The registrar then gave Brakspear permission to listen to the recordings on the central database. He said they listened to the entire dayâs proceedings and his case did not appear. The registrar then suggested it could have been heard in the judgeâs chambers, in which case it would be recorded in the judgeâs bench diary, but there was nothing noted there either.
After West Dunes was liquidated, Brakspear was sequestrated, as he had stood surety of R3 million for West Dunes. He told the court his wife left him when their belongings were âthrown in the streetâ and his mother lost her âlovely homeâ and now lives in âa make-do garageâ at his sisterâs house in London.

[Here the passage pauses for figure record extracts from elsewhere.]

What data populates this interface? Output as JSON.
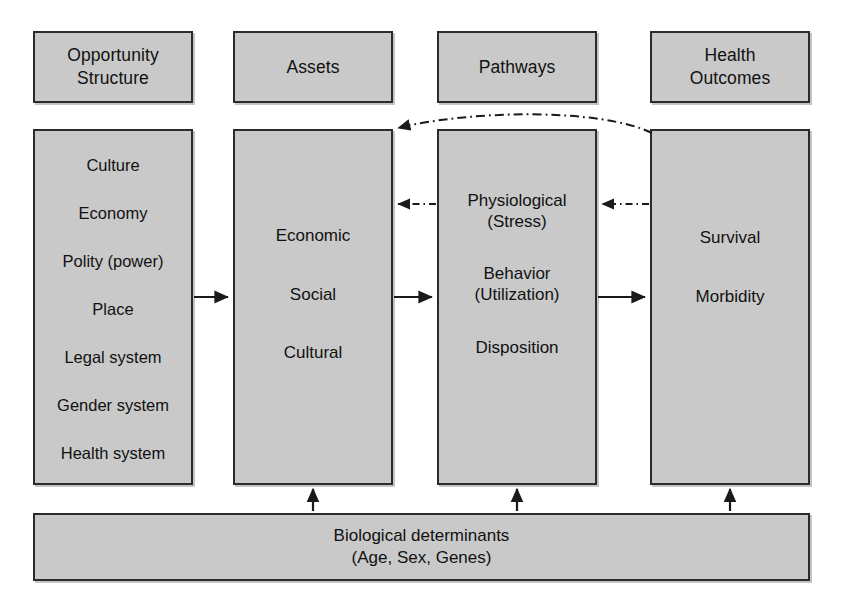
{
  "diagram": {
    "colors": {
      "box_fill": "#c9c9c9",
      "box_border": "#2b2b2b",
      "text": "#111111",
      "background": "#ffffff",
      "arrow": "#1a1a1a"
    }
  },
  "headers": {
    "opportunity": "Opportunity\nStructure",
    "assets": "Assets",
    "pathways": "Pathways",
    "outcomes": "Health\nOutcomes"
  },
  "columns": {
    "opportunity": {
      "items": [
        "Culture",
        "Economy",
        "Polity (power)",
        "Place",
        "Legal system",
        "Gender system",
        "Health system"
      ]
    },
    "assets": {
      "items": [
        "Economic",
        "Social",
        "Cultural"
      ]
    },
    "pathways": {
      "items": [
        "Physiological\n(Stress)",
        "Behavior\n(Utilization)",
        "Disposition"
      ]
    },
    "outcomes": {
      "items": [
        "Survival",
        "Morbidity"
      ]
    }
  },
  "bottom_band": {
    "label": "Biological determinants\n(Age, Sex, Genes)"
  },
  "arrows": {
    "forward": [
      {
        "name": "opportunity-to-assets",
        "style": "solid",
        "direction": "right"
      },
      {
        "name": "assets-to-pathways",
        "style": "solid",
        "direction": "right"
      },
      {
        "name": "pathways-to-outcomes",
        "style": "solid",
        "direction": "right"
      }
    ],
    "feedback": [
      {
        "name": "pathways-to-assets-feedback",
        "style": "dash-dot",
        "direction": "left"
      },
      {
        "name": "outcomes-to-pathways-feedback",
        "style": "dash-dot",
        "direction": "left"
      },
      {
        "name": "outcomes-to-assets-long-feedback",
        "style": "dash-dot-curved",
        "direction": "left"
      }
    ],
    "biological": [
      {
        "name": "biological-to-assets",
        "style": "solid",
        "direction": "up"
      },
      {
        "name": "biological-to-pathways",
        "style": "solid",
        "direction": "up"
      },
      {
        "name": "biological-to-outcomes",
        "style": "solid",
        "direction": "up"
      }
    ]
  }
}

Manca, in cross-examining Brakspear, produced correspondence stating Westley Trust had received the R7 million from Fairburn Private Bank in Jersey. He called Brakspear a liar.

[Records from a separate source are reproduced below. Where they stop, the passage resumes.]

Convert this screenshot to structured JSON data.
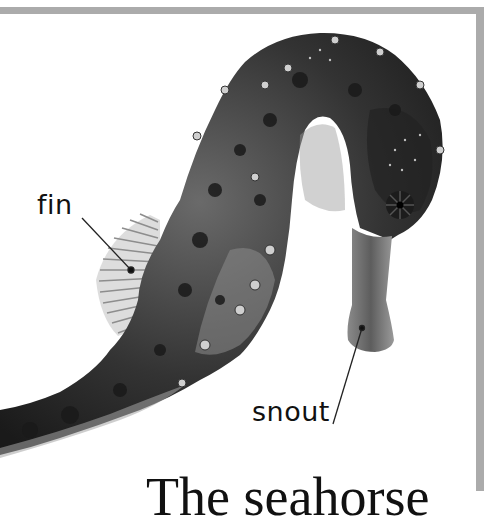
{
  "page": {
    "frame_color": "#ababab",
    "background": "#ffffff"
  },
  "figure": {
    "labels": {
      "fin": "fin",
      "snout": "snout"
    }
  },
  "caption": {
    "text": "The seahorse"
  }
}
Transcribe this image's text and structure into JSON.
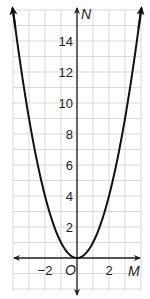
{
  "chart_data": {
    "type": "line",
    "title": "",
    "xlabel": "M",
    "ylabel": "N",
    "origin_label": "O",
    "function": "N = M^2",
    "xlim": [
      -4,
      4
    ],
    "ylim": [
      -2,
      16
    ],
    "grid": true,
    "grid_step_x": 1,
    "grid_step_y": 1,
    "x_ticks": [
      {
        "value": -2,
        "label": "−2"
      },
      {
        "value": 2,
        "label": "2"
      }
    ],
    "y_ticks": [
      {
        "value": 2,
        "label": "2"
      },
      {
        "value": 4,
        "label": "4"
      },
      {
        "value": 6,
        "label": "6"
      },
      {
        "value": 8,
        "label": "8"
      },
      {
        "value": 10,
        "label": "10"
      },
      {
        "value": 12,
        "label": "12"
      },
      {
        "value": 14,
        "label": "14"
      }
    ],
    "series": [
      {
        "name": "N = M²",
        "x": [
          -4,
          -3.5,
          -3,
          -2.5,
          -2,
          -1.5,
          -1,
          -0.5,
          0,
          0.5,
          1,
          1.5,
          2,
          2.5,
          3,
          3.5,
          4
        ],
        "y": [
          16,
          12.25,
          9,
          6.25,
          4,
          2.25,
          1,
          0.25,
          0,
          0.25,
          1,
          2.25,
          4,
          6.25,
          9,
          12.25,
          16
        ],
        "arrows_at_ends": true
      }
    ],
    "legend": null
  },
  "colors": {
    "grid": "#d9d9d9",
    "axis": "#231f20",
    "curve": "#111111",
    "background": "#ffffff"
  }
}
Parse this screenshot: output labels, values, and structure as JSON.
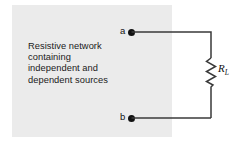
{
  "figure": {
    "type": "circuit-schematic",
    "network_box": {
      "text": "Resistive network\ncontaining\nindependent and\ndependent sources",
      "fill_color": "#ebebeb"
    },
    "terminals": [
      {
        "id": "a",
        "label": "a",
        "position": "top"
      },
      {
        "id": "b",
        "label": "b",
        "position": "bottom"
      }
    ],
    "components": [
      {
        "id": "load-resistor",
        "symbol": "resistor",
        "designator": "R",
        "subscript": "L",
        "orientation": "vertical"
      }
    ],
    "wire_color": "#3a3a3a",
    "ink_color": "#111111"
  }
}
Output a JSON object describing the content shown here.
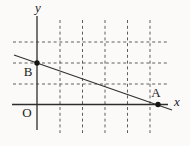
{
  "figure": {
    "type": "coordinate-plane-diagram",
    "description_visible_elements": "line through point B on y-axis and point A on x-axis over a dashed grid",
    "labels": {
      "y_axis": "y",
      "x_axis": "x",
      "origin": "O",
      "point_b": "B",
      "point_a": "A"
    },
    "colors": {
      "paper": "#fbfaf8",
      "axis": "#2e2d2b",
      "line": "#34322f",
      "grid_dash": "#5f5e5a",
      "point": "#171513",
      "text": "#23211e"
    }
  }
}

He also argued that Brakspear had agreed to the liquidation of West Dunes.
Manca also focused on whether Welz had been in possession of documents providing alternative views on some of the matters he wrote about (such as Katzâs explanation of why the liquidation hearing was not in the court records). He inferred Welz had ignored these as they did not favour his view of Katz. Manca went into the details of various liquidation judgements in a bid to show that contrary to Welzâs assertions, Katz was acting within the law.

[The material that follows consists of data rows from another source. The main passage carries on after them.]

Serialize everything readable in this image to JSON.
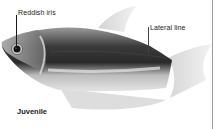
{
  "figure": {
    "callouts": [
      {
        "id": "iris",
        "label": "Reddish iris"
      },
      {
        "id": "lateral",
        "label": "Lateral line"
      }
    ],
    "caption": "Juvenile"
  },
  "colors": {
    "background": "#ffffff",
    "text": "#222222",
    "fish_dark": "#1e1e1e",
    "fish_mid": "#8a8a8a",
    "fish_light": "#d8d8d8"
  }
}
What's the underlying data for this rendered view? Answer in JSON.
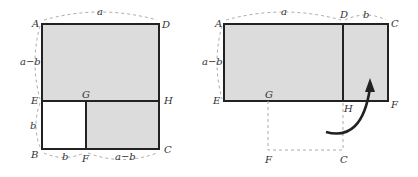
{
  "figure_left": {
    "points": {
      "A": "A",
      "D": "D",
      "E": "E",
      "G": "G",
      "H": "H",
      "B": "B",
      "F": "F",
      "C": "C"
    },
    "dims": {
      "top": "a",
      "left_upper": "a−b",
      "left_lower": "b",
      "bottom_left": "b",
      "bottom_right": "a−b"
    }
  },
  "figure_right": {
    "points": {
      "A": "A",
      "D": "D",
      "C": "C",
      "E": "E",
      "G": "G",
      "H": "H",
      "F": "F",
      "F2": "F",
      "C2": "C"
    },
    "dims": {
      "top_left": "a",
      "top_right": "b",
      "left": "a−b"
    },
    "arrow": "rotate-arrow"
  },
  "colors": {
    "fill": "#dcdcdc",
    "edge": "#222222",
    "dash": "#aaaaaa"
  }
}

The matter is expected to resume in the Western Cape High Court on 31 August.
Phone tapping
Two witnesses in the case have claimed that Investec ordered phone taps on employees.
Called as a witness by Martin Welz, retired SAPS major-general Leonard Knipe said in 1997 he was hired as a private investigator by Laetitia Peyperâs domestic partner after Peyper, who was the division head of Investecâs Metboard division, had been charged with fraud by her employer. Investec had merged with Metboard â a trust company â in 1986.
Knipe said he discovered Peyperâs telephone had been bugged by a person working on behalf of a company called Associated Intelligence Network.
On behalf of Leonard Katz, advocate Brendan Manca objected to parts of Knipeâs testimony relating to the phone tapping as hearsay, and thus not admissible as evidence.
As to what role or knowledge Katz had in the phone tapping, Knipe answered in cross-examination that as far as he knew, Katz was âthe attorney of recordâ.
A second witness, Lesley Haupt, against whom disciplinary charges were laid when he was manager of the Investec division Provincial â formerly Provincial Building Society â also testified his home phone was tapped. Haupt said he was alerted to this by someone who used to work for AIN, and who provided 90-minute tapes of recorded conversations from his home telephone.
But Manca put to Haupt that when he confronted Katz about the tapes, he was seeking financial compensation and effectively seeking to blackmail ENS. Haupt vigorously denied this accusation, saying he was seeking an explanation and apology.
Haupt said Katz had told him if he tried to sue ENS âyou will lose even if you winâ, implying the matter would be dragged through court so long that the legal fees would exhaust his private resources. Katz then cut all contact with him.
Plettenberg Bay
Another witness called by Martin Welz in February was Justin Lewis, who claimed the liquidation of his company Midtown Building Systems had been orchestrated by Leonard Katz in 1999.
Lewis said at the end of 1998 when his company faced a cash flow crisis which was expected to be resolved within three months, a âMr Gottliebâ at Investec had offered a R100,000 loan to ensure staff salaries could be paid. He said he had received the offer during an unsolicited call from Gottlieb on a Saturday while watching a rugby match with his son.
Just three days later, on the Tuesday, the R100,000 was called in and Lewis was told failure to pay would result in liquidation. After three days of meetings in which relationships turned acrimonious, and liquidation proceeded.
Katz had the liquidation papers ready on the Wednesday, four days after he was offered the R100,000 loan, said Lewis. The liquidation was granted by the court.